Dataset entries
_ _ _ _
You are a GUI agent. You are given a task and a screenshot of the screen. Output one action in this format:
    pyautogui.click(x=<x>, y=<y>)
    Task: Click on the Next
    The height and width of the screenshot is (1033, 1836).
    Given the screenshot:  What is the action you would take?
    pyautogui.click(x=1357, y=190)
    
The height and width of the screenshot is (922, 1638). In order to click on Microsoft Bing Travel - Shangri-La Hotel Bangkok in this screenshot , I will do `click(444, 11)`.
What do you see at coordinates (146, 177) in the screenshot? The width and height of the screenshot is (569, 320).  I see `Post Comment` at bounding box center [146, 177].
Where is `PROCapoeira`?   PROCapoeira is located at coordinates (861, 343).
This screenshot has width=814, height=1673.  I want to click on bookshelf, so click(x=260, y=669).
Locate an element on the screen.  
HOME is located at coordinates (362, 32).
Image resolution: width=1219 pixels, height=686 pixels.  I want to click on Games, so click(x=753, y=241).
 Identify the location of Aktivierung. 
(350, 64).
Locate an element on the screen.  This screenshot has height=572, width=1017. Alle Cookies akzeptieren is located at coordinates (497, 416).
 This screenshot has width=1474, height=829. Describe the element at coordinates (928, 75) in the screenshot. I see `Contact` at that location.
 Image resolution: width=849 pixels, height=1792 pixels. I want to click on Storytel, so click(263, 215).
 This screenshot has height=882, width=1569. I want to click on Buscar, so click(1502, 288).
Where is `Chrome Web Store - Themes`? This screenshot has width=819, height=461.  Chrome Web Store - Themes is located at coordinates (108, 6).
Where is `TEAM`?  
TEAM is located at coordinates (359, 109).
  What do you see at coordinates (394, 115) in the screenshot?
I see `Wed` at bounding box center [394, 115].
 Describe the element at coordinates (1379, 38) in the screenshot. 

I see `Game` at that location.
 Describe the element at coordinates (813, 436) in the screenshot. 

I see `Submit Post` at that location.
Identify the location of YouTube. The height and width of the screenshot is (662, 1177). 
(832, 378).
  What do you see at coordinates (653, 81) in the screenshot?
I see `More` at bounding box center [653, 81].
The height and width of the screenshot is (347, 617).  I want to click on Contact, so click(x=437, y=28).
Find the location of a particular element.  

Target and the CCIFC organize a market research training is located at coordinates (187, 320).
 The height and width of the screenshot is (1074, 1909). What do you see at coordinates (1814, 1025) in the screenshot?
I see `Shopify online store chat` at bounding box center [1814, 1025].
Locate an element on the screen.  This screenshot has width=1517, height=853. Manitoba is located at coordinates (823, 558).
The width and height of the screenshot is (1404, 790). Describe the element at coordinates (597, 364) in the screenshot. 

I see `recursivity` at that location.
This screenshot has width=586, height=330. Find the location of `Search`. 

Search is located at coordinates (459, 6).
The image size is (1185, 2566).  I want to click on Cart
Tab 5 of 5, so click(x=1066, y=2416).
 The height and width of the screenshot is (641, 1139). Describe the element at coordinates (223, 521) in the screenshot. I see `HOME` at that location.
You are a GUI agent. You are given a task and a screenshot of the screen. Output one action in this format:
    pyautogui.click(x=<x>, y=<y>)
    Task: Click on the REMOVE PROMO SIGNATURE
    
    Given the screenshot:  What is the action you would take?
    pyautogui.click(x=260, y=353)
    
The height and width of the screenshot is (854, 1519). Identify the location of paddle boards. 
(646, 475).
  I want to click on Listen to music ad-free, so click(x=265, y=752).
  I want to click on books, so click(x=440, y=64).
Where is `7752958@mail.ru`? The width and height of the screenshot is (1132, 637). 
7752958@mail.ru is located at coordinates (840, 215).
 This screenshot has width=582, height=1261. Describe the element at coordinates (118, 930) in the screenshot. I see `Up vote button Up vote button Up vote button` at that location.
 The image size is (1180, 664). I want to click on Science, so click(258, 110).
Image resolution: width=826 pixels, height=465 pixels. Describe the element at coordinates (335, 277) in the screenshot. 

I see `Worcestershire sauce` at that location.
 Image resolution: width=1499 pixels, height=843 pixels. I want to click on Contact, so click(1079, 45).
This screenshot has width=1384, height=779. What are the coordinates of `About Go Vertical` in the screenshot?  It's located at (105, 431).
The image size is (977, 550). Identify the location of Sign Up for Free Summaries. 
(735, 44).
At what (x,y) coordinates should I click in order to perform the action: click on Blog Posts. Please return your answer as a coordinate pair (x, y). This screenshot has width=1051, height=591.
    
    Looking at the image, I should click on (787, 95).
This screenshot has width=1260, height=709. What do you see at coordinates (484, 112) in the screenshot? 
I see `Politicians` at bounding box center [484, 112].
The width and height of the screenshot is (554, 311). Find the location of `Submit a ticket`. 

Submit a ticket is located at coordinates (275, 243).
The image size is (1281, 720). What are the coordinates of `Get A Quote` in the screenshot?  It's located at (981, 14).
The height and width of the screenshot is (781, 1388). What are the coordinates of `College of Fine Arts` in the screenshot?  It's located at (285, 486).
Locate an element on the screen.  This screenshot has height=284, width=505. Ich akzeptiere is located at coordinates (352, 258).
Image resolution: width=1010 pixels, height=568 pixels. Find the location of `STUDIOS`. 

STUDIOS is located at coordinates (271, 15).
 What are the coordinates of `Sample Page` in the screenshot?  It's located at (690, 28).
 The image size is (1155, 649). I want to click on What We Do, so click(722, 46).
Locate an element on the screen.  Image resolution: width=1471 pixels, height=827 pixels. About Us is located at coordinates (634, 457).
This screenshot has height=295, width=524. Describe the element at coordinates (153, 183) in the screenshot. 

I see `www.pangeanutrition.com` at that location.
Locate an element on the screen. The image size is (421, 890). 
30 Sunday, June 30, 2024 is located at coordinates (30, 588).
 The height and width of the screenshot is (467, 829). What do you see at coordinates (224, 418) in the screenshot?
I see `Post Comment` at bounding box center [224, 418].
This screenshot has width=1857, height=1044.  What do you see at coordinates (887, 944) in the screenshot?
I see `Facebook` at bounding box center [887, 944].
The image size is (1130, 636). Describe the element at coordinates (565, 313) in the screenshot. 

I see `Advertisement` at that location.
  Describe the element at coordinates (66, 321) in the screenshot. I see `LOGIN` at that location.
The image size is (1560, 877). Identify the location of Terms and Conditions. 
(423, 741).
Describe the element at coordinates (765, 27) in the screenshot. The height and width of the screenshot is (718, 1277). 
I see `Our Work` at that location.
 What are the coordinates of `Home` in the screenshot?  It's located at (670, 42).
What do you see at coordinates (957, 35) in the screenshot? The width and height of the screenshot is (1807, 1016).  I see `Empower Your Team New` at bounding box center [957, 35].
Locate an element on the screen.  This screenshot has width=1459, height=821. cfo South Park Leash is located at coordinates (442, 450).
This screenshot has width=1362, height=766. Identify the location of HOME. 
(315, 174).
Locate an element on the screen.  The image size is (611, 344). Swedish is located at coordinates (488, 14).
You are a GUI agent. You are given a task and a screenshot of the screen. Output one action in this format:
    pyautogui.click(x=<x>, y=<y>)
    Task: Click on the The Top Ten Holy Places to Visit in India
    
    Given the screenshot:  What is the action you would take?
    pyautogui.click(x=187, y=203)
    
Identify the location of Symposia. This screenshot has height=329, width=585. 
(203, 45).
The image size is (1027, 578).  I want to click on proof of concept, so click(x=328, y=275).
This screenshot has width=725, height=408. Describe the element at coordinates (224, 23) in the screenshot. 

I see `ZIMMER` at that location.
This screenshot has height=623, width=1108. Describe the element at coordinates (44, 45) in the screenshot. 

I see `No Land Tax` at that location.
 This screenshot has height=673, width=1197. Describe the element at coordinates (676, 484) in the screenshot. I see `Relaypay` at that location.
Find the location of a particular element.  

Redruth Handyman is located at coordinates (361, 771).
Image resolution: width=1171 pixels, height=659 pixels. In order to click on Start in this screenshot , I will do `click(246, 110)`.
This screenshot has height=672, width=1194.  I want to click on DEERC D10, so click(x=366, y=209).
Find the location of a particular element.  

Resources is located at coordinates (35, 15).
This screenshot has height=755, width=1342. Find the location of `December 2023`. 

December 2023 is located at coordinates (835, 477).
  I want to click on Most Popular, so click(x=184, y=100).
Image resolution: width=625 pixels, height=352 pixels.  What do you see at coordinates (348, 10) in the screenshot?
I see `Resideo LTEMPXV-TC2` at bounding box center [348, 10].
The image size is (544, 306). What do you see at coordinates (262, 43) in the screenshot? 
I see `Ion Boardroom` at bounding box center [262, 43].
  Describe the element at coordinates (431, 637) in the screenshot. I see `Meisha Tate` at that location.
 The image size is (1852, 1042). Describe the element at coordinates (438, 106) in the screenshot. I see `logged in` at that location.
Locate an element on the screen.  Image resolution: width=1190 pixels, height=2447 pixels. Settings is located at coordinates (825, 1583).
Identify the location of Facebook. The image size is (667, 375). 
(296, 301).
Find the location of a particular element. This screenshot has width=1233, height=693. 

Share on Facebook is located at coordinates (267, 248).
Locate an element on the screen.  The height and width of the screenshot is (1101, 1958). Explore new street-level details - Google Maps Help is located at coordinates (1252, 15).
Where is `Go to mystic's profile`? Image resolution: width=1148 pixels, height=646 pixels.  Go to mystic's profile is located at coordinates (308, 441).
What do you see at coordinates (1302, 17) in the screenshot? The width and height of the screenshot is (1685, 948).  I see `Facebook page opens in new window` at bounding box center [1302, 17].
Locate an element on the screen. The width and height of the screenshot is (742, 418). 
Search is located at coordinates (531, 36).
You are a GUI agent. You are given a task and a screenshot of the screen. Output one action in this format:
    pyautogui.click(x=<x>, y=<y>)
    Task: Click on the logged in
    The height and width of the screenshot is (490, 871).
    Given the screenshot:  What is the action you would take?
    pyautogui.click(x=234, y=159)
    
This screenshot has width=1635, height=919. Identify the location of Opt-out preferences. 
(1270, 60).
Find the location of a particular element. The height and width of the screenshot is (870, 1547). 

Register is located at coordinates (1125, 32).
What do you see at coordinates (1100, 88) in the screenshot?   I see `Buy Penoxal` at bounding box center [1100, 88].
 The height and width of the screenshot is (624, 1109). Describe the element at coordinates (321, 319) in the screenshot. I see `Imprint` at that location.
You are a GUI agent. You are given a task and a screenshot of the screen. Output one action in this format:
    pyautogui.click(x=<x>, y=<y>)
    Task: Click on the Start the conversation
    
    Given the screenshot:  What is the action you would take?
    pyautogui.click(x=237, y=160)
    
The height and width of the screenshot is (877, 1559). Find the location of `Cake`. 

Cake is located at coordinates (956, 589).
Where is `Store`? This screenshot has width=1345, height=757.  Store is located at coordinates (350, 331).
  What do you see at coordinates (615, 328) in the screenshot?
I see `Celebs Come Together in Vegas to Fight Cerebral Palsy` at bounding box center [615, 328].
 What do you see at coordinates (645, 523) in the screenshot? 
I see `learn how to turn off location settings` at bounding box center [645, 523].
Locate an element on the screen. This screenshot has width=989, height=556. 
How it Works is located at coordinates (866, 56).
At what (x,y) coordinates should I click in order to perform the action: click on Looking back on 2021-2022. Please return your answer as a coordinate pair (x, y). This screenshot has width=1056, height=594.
_ _ _ _
* [Exercise goal] With "will" as the string to look for, count the matching lines above and give the number by itself.

* [Exercise response] 2